Computation Models¶
The batcharray.computation module provides a flexible computation abstraction that allows operations to work with different array types (regular arrays, masked arrays, etc.) through a common interface.
Overview¶
Computation models abstract away the details of different array types, allowing you to write code that works with:
- Standard NumPy arrays
- NumPy masked arrays
- Future array types
The computation model automatically selects the appropriate implementation based on the input array type.
Basic Usage¶
Automatic Model Selection¶
The easiest way to use computation models is through the interface functions with AutoComputationModel:
import numpy as np
from batcharray import computation
# Works with regular arrays
arr = np.array([[1, 2, 3], [4, 5, 6]])
max_val = computation.max(arr, axis=0) # [4, 5, 6]
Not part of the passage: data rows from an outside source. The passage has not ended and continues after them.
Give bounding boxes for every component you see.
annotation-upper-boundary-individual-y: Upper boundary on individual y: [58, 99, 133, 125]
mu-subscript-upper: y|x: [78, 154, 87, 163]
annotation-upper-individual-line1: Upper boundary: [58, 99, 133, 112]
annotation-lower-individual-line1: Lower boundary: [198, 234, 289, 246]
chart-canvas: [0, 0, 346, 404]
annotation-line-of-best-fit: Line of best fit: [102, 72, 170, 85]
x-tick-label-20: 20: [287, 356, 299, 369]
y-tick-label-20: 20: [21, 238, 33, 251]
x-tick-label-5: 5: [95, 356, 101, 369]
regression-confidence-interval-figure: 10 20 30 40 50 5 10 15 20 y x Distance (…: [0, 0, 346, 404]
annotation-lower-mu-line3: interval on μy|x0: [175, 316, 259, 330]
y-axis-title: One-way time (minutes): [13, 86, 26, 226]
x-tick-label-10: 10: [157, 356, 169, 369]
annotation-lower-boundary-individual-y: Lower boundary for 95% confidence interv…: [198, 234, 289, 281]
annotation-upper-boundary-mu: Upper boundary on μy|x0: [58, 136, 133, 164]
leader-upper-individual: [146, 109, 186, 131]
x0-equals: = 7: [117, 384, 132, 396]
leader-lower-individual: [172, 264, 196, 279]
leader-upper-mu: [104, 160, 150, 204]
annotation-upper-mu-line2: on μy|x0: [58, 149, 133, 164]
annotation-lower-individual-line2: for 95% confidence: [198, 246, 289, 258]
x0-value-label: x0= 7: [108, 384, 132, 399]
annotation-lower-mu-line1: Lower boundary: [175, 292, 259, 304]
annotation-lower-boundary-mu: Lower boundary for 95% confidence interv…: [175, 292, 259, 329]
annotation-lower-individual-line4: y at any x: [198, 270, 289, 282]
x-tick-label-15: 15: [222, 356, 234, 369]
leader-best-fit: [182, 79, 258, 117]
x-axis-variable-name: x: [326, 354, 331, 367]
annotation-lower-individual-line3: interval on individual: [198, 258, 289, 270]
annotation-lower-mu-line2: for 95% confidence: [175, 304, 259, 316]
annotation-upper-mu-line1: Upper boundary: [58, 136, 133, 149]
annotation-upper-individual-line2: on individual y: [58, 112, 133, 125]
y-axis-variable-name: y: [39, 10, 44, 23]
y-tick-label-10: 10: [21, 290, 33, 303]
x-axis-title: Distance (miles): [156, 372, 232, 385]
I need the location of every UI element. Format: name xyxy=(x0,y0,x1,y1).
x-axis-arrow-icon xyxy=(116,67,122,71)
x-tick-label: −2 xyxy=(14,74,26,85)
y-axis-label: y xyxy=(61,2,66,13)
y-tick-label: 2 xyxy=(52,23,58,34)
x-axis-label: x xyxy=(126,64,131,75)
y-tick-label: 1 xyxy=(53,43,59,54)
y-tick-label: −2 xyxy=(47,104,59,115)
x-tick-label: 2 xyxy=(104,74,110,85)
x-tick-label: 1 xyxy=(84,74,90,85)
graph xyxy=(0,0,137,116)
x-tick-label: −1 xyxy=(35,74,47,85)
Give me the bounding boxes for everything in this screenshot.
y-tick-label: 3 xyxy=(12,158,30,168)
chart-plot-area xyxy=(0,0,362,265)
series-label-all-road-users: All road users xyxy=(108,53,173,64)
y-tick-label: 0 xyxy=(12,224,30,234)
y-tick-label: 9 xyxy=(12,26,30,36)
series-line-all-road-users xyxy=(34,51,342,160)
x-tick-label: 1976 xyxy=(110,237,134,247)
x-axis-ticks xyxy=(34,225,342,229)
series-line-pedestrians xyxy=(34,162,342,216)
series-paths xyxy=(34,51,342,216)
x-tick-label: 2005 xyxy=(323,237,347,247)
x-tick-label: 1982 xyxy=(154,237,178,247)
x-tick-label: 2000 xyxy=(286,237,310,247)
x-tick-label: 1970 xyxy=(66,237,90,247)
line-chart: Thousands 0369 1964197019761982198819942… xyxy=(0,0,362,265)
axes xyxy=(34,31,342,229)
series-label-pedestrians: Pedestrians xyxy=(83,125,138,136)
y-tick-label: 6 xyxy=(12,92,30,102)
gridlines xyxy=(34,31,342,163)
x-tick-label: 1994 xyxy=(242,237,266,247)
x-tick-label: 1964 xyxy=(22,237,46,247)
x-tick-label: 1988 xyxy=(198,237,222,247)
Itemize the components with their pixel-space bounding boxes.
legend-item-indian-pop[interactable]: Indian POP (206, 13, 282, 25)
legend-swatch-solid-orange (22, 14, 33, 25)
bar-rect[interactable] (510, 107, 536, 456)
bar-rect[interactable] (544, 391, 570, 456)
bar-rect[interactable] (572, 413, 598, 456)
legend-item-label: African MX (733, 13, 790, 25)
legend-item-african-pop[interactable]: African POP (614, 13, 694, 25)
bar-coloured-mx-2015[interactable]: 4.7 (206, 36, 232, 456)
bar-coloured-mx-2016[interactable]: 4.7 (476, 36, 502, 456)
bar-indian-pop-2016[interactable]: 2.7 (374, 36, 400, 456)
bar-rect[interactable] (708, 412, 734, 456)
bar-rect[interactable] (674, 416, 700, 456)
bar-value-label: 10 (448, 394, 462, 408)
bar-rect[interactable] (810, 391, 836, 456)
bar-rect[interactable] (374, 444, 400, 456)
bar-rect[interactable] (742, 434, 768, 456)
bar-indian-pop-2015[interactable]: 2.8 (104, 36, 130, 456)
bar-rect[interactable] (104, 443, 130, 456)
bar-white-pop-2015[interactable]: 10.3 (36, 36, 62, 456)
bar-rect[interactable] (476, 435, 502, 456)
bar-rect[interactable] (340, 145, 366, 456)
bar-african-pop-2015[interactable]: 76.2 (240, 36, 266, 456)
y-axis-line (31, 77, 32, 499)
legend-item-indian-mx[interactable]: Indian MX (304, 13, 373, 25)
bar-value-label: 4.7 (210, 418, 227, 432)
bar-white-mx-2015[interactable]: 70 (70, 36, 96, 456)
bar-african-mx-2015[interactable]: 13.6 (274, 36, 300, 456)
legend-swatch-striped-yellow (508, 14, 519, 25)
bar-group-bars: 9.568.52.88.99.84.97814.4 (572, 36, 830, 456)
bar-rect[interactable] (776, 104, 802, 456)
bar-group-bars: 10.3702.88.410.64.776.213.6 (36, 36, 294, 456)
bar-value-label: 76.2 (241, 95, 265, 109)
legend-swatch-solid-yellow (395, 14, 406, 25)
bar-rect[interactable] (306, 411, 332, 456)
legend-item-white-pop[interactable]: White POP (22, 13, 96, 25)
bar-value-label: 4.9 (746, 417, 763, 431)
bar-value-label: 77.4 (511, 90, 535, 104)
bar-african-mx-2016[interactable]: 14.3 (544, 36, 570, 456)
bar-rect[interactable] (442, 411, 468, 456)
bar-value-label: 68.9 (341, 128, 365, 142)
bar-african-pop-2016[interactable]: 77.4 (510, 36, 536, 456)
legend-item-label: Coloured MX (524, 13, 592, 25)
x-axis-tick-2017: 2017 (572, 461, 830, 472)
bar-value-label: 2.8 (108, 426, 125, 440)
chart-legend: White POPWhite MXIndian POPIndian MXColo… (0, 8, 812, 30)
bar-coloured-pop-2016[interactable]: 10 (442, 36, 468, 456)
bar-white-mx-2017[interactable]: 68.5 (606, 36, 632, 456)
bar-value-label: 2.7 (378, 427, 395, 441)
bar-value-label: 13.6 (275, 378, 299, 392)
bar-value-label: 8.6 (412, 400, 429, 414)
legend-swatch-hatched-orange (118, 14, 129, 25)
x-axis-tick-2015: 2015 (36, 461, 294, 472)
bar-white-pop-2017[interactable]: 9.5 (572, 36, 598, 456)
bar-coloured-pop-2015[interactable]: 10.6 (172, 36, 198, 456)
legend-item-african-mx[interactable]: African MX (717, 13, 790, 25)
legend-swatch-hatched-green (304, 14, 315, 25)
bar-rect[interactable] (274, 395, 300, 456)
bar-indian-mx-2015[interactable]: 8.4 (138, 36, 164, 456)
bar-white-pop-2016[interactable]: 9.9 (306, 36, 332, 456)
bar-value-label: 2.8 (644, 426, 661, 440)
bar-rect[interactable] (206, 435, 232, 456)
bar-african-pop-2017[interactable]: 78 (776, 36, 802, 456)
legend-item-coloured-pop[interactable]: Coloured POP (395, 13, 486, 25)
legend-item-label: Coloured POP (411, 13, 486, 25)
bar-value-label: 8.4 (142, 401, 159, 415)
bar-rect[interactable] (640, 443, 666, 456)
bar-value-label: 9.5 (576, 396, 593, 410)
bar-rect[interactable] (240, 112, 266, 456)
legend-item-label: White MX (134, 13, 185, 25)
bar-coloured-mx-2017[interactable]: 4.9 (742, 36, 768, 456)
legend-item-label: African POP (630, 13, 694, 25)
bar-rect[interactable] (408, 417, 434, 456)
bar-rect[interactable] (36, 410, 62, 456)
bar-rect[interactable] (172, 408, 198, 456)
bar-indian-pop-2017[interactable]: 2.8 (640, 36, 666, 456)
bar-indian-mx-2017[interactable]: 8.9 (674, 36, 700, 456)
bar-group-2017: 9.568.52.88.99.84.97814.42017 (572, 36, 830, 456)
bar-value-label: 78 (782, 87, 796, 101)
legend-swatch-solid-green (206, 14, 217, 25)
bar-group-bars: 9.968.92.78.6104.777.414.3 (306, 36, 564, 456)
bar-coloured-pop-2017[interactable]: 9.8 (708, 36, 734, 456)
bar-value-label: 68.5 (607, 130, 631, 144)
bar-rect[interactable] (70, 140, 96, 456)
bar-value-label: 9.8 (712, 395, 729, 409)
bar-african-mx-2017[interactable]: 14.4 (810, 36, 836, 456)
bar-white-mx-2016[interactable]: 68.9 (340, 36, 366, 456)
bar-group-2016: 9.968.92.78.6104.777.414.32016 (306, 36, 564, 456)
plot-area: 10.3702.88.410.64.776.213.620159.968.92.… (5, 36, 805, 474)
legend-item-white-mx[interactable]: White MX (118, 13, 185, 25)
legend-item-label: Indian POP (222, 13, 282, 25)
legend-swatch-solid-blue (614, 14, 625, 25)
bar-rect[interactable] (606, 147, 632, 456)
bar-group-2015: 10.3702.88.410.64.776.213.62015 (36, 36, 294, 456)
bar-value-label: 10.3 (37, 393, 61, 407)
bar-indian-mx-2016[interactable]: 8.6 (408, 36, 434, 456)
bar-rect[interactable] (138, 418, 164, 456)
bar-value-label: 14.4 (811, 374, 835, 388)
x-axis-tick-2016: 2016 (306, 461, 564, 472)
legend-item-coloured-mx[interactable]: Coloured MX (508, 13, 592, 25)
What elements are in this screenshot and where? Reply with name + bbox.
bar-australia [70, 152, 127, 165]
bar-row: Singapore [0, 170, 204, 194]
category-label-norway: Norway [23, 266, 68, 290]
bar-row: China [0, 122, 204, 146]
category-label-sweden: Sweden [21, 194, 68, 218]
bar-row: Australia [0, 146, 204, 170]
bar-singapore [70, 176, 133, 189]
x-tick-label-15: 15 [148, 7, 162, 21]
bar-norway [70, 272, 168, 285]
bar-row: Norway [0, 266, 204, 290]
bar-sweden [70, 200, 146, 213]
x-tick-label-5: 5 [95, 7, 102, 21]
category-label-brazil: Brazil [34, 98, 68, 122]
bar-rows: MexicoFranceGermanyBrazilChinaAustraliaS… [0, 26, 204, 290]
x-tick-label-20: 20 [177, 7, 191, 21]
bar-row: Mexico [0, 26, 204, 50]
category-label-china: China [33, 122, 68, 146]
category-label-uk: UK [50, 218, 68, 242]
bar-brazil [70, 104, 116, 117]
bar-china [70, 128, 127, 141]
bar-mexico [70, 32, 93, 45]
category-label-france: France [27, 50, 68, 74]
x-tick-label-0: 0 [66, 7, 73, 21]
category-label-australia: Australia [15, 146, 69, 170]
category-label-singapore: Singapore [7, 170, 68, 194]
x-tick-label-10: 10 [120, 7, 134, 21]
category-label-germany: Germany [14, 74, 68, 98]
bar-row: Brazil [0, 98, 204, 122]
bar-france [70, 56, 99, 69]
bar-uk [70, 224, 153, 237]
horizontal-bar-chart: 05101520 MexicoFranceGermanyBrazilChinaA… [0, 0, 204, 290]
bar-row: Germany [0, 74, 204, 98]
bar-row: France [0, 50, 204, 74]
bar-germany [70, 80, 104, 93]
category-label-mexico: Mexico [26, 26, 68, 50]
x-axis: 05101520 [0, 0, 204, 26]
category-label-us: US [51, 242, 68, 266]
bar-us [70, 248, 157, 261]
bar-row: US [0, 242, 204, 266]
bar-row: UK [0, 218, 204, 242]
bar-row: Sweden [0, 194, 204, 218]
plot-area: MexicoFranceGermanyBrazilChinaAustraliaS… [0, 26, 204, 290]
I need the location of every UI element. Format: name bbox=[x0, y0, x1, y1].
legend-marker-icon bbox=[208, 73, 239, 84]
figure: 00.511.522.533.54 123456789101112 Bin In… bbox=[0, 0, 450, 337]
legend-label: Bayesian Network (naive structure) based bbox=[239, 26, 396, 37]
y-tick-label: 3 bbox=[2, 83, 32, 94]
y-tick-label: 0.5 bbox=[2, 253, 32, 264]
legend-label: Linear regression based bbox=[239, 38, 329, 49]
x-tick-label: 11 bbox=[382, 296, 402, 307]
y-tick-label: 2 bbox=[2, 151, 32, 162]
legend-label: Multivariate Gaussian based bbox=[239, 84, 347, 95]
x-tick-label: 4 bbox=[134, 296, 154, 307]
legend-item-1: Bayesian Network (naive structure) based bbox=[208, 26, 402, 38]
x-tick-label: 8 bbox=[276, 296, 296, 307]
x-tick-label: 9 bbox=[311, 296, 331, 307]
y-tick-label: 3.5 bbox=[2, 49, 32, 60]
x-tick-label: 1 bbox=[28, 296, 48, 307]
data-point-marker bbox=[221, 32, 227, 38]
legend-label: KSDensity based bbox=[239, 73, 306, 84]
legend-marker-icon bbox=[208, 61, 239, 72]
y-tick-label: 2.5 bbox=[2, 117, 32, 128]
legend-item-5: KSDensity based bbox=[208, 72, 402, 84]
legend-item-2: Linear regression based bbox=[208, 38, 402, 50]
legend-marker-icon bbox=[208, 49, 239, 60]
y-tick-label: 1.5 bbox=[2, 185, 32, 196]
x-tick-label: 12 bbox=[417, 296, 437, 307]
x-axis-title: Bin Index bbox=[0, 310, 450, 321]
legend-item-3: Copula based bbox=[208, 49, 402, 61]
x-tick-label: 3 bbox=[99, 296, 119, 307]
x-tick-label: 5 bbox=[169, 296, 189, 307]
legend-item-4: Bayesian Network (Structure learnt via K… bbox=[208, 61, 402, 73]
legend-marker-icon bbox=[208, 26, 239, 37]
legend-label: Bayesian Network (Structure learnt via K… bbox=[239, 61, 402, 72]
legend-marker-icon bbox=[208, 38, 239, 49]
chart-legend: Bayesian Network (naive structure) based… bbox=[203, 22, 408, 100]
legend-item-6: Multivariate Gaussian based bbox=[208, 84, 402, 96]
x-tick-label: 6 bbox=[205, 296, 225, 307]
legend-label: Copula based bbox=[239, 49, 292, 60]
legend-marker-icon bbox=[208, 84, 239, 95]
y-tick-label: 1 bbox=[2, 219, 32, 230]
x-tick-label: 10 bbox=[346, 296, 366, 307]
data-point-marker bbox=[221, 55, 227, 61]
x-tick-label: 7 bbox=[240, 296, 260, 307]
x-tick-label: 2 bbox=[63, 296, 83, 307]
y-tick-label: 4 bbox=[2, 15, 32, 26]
# Automatically works with masked arrays too
import numpy.ma as ma
masked_arr = ma.array([[1, 2, 3], [4, 5, 6]], mask=[[0, 1, 0], [1, 0, 0]])
max_val = computation.max(masked_arr, axis=0) # [4, --, 6]
Available Operations¶
The computation module provides several common operations:
import numpy as np
from batcharray import computation
data = np.array([[1, 2, 3], [4, 5, 6], [7, 8, 9]])
# Statistical operations
max_vals = computation.max(data, axis=0) # [7, 8, 9]
min_vals = computation.min(data, axis=0) # [1, 2, 3]
mean_vals = computation.mean(data, axis=0) # [4., 5., 6.]
median_vals = computation.median(data, axis=0) # [4., 5., 6.]
# Indexing operations
max_indices = computation.argmax(data, axis=0) # [2, 2, 2]
min_indices = computation.argmin(data, axis=0) # [0, 0, 0]
# Sorting
sorted_data = computation.sort(data, axis=0)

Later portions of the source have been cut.